I know this is a joke but like, yeah. It is. I promise you.
See, I had graduated early from highschool and then got my associates in Zoology. But then, from ages 18-23, I was medicated with antipsychotics and (for those last two years) a deadly combo of sedatives due to misdiagnosis after misdiagnosis, and then a psychiatrist who was legitimately on drugs and just writing random shit that almost killed me.
Anyway, needless to say, my brain turned to mush and stopped working, and it took me 6 years to get some sort of bachelors degree (in fashion??) and I graduated at the bottom of my class.
And then I got properly diagnosed (the “psychosis” was just narcolepsy) and got off all those meds. And I was so afraid my brain was permanently fucked. And it is, cause of the narcolepsy part, but the narcolepsy doesn’t kill the parts of your brain where your smarts are.
But I went back to school. Got another bachelors studying sustainable tourism. Turns out my smarts hadn’t gone anywhere when my brain turned to mush. I graduated with a 3.98 GPA.
Now I’m getting my masters in biology studying the intersection of tourism and the conservation of the critically endangered Cozumel raccoon. And doing well. 🤷🏻♀️
Your brain is not a muscle in the literal sense, but it is a muscle in the sense that the more you use it, the better developed it becomes. Not using it might make its usefulness dip for a bit, but that doesn’t mean it’s gone forever. You might have to work your way back up, start with easier exercises (puzzles, creative exercises, critical thinking questions) before jumping back into the stuff you used to do, but like a couch to 5k slowly ramp up the difficulty and you’ll get there in the end. No one’s brains are useless, you just gotta meet ‘em where they’re at.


**Activity**
Which lines in the records below mention the word "Eventos"? Copy each one out.

**Records supplied**
------------------------------------------------------------
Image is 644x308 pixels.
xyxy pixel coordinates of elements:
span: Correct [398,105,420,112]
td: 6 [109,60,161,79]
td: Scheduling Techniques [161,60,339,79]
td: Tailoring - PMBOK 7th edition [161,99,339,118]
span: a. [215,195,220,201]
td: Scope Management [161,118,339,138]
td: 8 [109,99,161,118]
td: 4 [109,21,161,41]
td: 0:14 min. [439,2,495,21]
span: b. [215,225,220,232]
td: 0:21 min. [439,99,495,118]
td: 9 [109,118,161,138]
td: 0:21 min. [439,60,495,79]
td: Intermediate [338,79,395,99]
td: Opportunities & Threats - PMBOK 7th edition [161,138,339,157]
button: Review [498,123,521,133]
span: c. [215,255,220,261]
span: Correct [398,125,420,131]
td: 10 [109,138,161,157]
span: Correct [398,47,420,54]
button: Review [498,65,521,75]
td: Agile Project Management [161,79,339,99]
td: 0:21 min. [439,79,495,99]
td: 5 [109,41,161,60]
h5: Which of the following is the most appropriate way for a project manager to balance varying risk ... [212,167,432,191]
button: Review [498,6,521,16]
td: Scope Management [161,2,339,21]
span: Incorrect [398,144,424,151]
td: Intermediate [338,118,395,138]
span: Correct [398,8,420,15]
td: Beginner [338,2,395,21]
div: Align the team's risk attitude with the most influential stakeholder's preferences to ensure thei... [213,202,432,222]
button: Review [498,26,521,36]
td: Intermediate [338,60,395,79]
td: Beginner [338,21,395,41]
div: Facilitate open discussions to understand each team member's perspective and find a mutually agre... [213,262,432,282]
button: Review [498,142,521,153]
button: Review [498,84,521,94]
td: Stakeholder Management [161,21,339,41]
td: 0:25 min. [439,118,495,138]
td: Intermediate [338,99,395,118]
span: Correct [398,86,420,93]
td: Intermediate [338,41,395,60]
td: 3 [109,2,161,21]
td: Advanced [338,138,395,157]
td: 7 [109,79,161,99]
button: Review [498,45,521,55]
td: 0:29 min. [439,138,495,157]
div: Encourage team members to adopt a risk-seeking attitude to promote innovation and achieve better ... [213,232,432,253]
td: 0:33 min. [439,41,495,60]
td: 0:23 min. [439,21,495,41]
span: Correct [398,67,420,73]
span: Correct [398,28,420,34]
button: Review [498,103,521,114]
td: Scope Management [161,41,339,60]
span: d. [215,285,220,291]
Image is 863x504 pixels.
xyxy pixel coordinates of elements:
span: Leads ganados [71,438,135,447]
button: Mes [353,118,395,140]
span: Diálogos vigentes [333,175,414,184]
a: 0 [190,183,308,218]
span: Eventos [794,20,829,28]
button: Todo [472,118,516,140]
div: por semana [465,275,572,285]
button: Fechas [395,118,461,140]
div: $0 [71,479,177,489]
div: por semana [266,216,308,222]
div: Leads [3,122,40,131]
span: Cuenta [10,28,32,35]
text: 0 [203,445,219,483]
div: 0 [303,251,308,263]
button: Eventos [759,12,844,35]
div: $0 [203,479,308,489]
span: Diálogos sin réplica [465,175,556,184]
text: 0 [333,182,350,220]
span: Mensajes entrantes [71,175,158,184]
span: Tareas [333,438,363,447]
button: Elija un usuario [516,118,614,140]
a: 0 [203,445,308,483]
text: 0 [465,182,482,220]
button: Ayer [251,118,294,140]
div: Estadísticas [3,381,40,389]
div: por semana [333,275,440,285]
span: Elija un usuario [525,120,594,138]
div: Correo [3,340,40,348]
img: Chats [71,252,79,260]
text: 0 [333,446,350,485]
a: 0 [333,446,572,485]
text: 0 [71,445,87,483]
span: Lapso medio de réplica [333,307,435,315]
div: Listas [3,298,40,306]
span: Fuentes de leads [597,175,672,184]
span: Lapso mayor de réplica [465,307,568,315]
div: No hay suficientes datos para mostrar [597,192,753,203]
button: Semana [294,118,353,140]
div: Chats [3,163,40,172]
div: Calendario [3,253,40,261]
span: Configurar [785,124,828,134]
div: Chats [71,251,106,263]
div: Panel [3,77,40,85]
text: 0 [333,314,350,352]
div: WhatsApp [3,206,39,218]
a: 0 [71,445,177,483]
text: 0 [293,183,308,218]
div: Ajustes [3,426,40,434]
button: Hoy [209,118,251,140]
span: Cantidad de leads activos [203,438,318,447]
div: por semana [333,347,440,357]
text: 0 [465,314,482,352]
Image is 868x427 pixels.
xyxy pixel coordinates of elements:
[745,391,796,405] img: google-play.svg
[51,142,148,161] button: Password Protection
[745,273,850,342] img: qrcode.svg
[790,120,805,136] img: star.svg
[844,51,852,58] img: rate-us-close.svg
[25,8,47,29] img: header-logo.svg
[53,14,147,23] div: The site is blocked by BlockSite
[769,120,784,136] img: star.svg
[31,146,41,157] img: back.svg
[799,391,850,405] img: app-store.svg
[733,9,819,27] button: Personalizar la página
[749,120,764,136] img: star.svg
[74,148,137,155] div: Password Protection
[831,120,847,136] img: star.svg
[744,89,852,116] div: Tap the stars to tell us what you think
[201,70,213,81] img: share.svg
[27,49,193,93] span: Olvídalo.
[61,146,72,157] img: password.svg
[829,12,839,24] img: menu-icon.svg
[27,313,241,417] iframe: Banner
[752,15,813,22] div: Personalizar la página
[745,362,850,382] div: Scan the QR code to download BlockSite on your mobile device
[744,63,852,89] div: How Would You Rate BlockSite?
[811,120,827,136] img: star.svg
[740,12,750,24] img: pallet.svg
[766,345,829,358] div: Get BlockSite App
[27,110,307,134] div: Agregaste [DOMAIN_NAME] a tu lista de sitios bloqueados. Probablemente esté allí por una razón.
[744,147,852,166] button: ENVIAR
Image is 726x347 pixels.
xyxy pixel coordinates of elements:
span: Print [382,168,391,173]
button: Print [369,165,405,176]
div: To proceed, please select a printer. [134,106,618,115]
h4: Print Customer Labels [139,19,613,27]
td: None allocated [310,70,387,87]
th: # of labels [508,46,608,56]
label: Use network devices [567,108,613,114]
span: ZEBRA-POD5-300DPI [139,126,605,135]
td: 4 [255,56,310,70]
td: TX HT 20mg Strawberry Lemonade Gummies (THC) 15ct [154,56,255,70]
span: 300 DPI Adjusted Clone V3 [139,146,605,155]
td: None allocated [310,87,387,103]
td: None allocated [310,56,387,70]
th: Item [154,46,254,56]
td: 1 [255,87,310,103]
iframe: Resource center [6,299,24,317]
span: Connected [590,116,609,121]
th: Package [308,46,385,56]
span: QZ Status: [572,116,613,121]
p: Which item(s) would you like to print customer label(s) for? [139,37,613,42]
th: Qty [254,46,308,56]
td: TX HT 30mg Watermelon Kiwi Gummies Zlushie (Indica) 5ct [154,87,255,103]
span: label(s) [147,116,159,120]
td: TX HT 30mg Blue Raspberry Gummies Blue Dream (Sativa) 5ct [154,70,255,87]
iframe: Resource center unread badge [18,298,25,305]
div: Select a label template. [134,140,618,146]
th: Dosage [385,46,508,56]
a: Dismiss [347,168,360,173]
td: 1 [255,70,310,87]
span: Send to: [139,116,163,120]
------------------------------------------------------------
**Answer to the exercise**
span: Eventos [794,20,829,28]
button: Eventos [759,12,844,35]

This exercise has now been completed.